Italian researchers at the National Agency for New Technologies, Energy and Sustainable Economic Development say they believe the image was created by an ultraviolet "flash of light." However, if that theory is true, it remains a mystery as to exactly how that technology could have been implemented at the time of the Shroud's creation. While the technology is readily available in present day, it was far beyond the means of anyone around pre-20th Century.

The Turin Shroud is said to be the burial cloth of Jesus, but has long been believed to be a fake, created during medieval times. It is currently kept in a climate-controlled case in Turin cathedral. Scientists at the Italian agency have reportedly spent years attempting to recreate the Shroud's imagery. 'The results show a short and intense burst of UV directional radiation can colour a linen cloth so as to reproduce many of the peculiar characteristics of the body image on the Shroud of Turin,' the scientists said.

"When one talks about a flash of light being able to color a piece of linen in the same way as the shroud, discussion inevitably touches on things such as miracles," said Professor Paolo Di Lazzaro, who led the study. "But as scientists, we were concerned only with verifiable scientific processes. We hope our results can open up a philosophical and theological debate."

 

Believers in the Shroud say it contains the image of a man with nail wounds to the wrist and feet. Still, skeptics of the Shroud's authenticity are unlikely to be swayed. There has been substantial evidence working against it, including a 1988 radiocarbon test conducted at the University of Oxford, which dated the cloth to a time between 1260 and 1390.



OoSnap said:

<Snip> Long list of quotations </Snip>

I'm going to be brutally honest here OoSnap, so forgive me. But I think if you want your opinion to be taken more seriously, then you should take this advice.
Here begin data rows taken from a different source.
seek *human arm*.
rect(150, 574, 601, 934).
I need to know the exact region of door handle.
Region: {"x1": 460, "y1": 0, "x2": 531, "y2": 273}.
Whenever I see you post it's always the same thing, a long list of quotations. If you excuse the semi-intentional irony here, the only quotation I have ever thought rings true is...

"A facility for quotation covers the absence of original thought" - Dorothy Sayers

 

A good portion of people who have applied some kind of critical enquiry into something rarely quote; and if they do, they will do it maybe once or twice in a post and they will also explain their interpretation in their own words. This is a common behaviour amongst people who hold all kinds of positions.

You on the other hand post mostly quotes. All that says to me is that you have failed to make any kind of significant enquiry into the debated topic, and have instead just splurged out quotes that agree with your position without ever really understanding the ideas behind them.

I know this sounds mean, but if you seriously want to win people over to your way of thinking, then you actually need to stop throwing quotes at them and start speaking for yourself (assuming you're not actually a poe).

For example, another user, Slimebeast, supports intelligent design. He is also a good debater, he makes a strong effort to understand the topic and explain things his own way. This oozes through in his posts. In an ID/Evolution debate, he is probably 100 times more effective than you because of this.



Most of Christians do believe in evolution (naturally)!
Only a fundamentalist faction minority in the US does not.



Chunkysatsuma said:
Christians not the brightest bunch? For real?

The large portion of the best and most important scientists, poets, artists etc were christian

The two theories people are defending on here (Big Bang and Evolution) were created by Christian scientists

Beer was first mass produced by Christian Monks

Your move Sherlock :p

And yet they still believe in something like God, which is no worse than an adult believing in Santa Claus.